I've got approx 2000 sites in my "custom search engine." For some seaches
"widgets" brings up no results, but "blue widgets" brings up several results.
Anyone else finding this?

Hmmm... nowthat's very suggestive of something in the logic of how Google codes search, isn't it? And the possibility of using this custom search service to study Google's behavior over a more limited sampling of domains? I would think that the custom service is protected from exposing too much of a reverse engineering tool, but still something useful might be learned, right?

europeforvisitors

2:55 pm on Oct 25, 2006 (gmt 0)



I would think that the custom service is protected from exposing too much of a reverse engineering tool, but still something useful might be learned, right?

Maybe the learner is Google, which can give a little "TrustRank" boost to sites that are often added to custom search engines (at least until the SEOs catch on and develop "custom search engine spam").

tedster

3:13 pm on Oct 25, 2006 (gmt 0)

WebmasterWorld Senior Member 10+ Year Member



photopassjapan, when you add the extra, more generic search term [tomatoes cucumbers vegetables] how many more total results are delivered?

photopassjapan

2:54 am on Oct 26, 2006 (gmt 0)

10+ Year Member



It differs based on where you add the generic keyword.

If you add it as the first word you'll sometimes get more results, let's say 60.000.000 as opposed to the 50.000.000 without it.

If you add it as the last, you'll sometimes get fewer, for example 40.000.000. But can't say it's always true.

You have to pick a keyword that is most likely on all of these pages though. Having different number of results just by playing with word order ( oh and i did NOT enter the phrases in quotes ) makes no sense, unless the results are filtered in descending order of keyword importance. ( "First word has to be relevant, second should be, third would be nice, fourth... well... why not... are there any such sites?" ...kind of SERP sorting. )

Thresholds would be...

word1-relevance > word2-relevance > word3-relevance

...and in the same time perhaps...

most-competitive-word-trust > word2-trust > word3-trust?

In which case using the most generic term as the first word, resulting in more matching sites - would make sense. Or would it ;)?

But in either case, the list is populated with results in favor of more trusted sites, even if they are less relevant. ( the ones dropping out aren't your first day in school myspace kind of sites either, they're well established, just not in the race. They're trusted enough to come up for less generic but far from obscure 2,3 word searches... you know... )

I've tried it now with a couple of phrases, and the site that ranked top 10 with "tomatoes cucumbers carrots" - and is in fact highly relevant for "vegetables" too - simply disappears off the list when you do a search for "tomatoes cucumbers carrots vegetables".

Played with this for a while to see how other supposedly similarly trusted/relevant sites' URLs behave on SERPs. And it's the same.

The threshold seems to be set to a level which you can only enter with a lot of relevant and trusted IBLs. That i can tell just by looking at the sites that stay, even after adding the generic term. Not to mention they are the ones we like to visit ourselves so i know them well :)

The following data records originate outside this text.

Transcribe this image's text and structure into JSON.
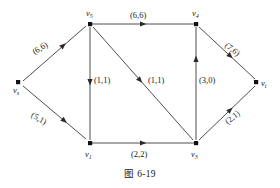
{
  "figure": {
    "caption": "图 6-19",
    "type": "network-flow-graph"
  },
  "vertices": [
    {
      "id": "vs",
      "label": "v",
      "subscript": "s",
      "x": 18,
      "y": 82
    },
    {
      "id": "v5",
      "label": "v",
      "subscript": "5",
      "x": 90,
      "y": 24
    },
    {
      "id": "v4",
      "label": "v",
      "subscript": "4",
      "x": 196,
      "y": 24
    },
    {
      "id": "vt",
      "label": "v",
      "subscript": "t",
      "x": 258,
      "y": 82
    },
    {
      "id": "v1",
      "label": "v",
      "subscript": "1",
      "x": 90,
      "y": 143
    },
    {
      "id": "v3",
      "label": "v",
      "subscript": "3",
      "x": 196,
      "y": 143
    }
  ],
  "edges": [
    {
      "id": "vs-v5",
      "from": "vs",
      "to": "v5",
      "capacity": 6,
      "flow": 6,
      "label": "(6,6)"
    },
    {
      "id": "vs-v1",
      "from": "vs",
      "to": "v1",
      "capacity": 5,
      "flow": 1,
      "label": "(5,1)"
    },
    {
      "id": "v5-v4",
      "from": "v5",
      "to": "v4",
      "capacity": 6,
      "flow": 6,
      "label": "(6,6)"
    },
    {
      "id": "v5-v1",
      "from": "v5",
      "to": "v1",
      "capacity": 1,
      "flow": 1,
      "label": "(1,1)"
    },
    {
      "id": "v5-v3",
      "from": "v5",
      "to": "v3",
      "capacity": 1,
      "flow": 1,
      "label": "(1,1)"
    },
    {
      "id": "v1-v3",
      "from": "v1",
      "to": "v3",
      "capacity": 2,
      "flow": 2,
      "label": "(2,2)"
    },
    {
      "id": "v3-v4",
      "from": "v3",
      "to": "v4",
      "capacity": 3,
      "flow": 0,
      "label": "(3,0)"
    },
    {
      "id": "v4-vt",
      "from": "v4",
      "to": "vt",
      "capacity": 7,
      "flow": 6,
      "label": "(7,6)"
    },
    {
      "id": "v3-vt",
      "from": "v3",
      "to": "vt",
      "capacity": 2,
      "flow": 1,
      "label": "(2,1)"
    }
  ],
  "vertex_labels": {
    "vs": {
      "base": "v",
      "sub": "s"
    },
    "v5": {
      "base": "v",
      "sub": "5"
    },
    "v4": {
      "base": "v",
      "sub": "4"
    },
    "vt": {
      "base": "v",
      "sub": "t"
    },
    "v1": {
      "base": "v",
      "sub": "1"
    },
    "v3": {
      "base": "v",
      "sub": "3"
    }
  },
  "edge_labels": {
    "vs_v5": "(6,6)",
    "vs_v1": "(5,1)",
    "v5_v4": "(6,6)",
    "v5_v1": "(1,1)",
    "v5_v3": "(1,1)",
    "v1_v3": "(2,2)",
    "v3_v4": "(3,0)",
    "v4_vt": "(7,6)",
    "v3_vt": "(2,1)"
  },
  "colors": {
    "edge": "#3a3a3a",
    "vertex": "#111111",
    "text": "#1a1a1a",
    "background": "#ffffff"
  }
}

Sorry, i may not be making any sense right now. But there is filter on the SERPs that seems to be overruling relevance, to a level where it can't even show more than a couple of hundred ( 1-400 ) results. Rest are omitted, including quite well established pages.

Which is just... not good.
I think. -.-

jcmoon

5:27 pm on Nov 7, 2006 (gmt 0)

10+ Year Member



It almost sounds like we've retrograded a decade in our search engine technology. I vividly remember being a computer science student in '97, and when I got frustrated with my Java textbook, I predicted there might be a book called Java For Dummies out there.

So I went to the search engine I trusted -- HotBot -- and entered /java dummies/ figuring the word "for" would just get thrown out as too common. Nope, nothing but crap. So I irritably went back to the searchbox and put /java for dummies/ (without quotes at all), and boom, top result is a page about a book called Java For Dummies.

I didn't buy the book, but this was quite a memorable experience in realizing how the search engine didn't work in that it didn't bring me to what I wanted in the first query.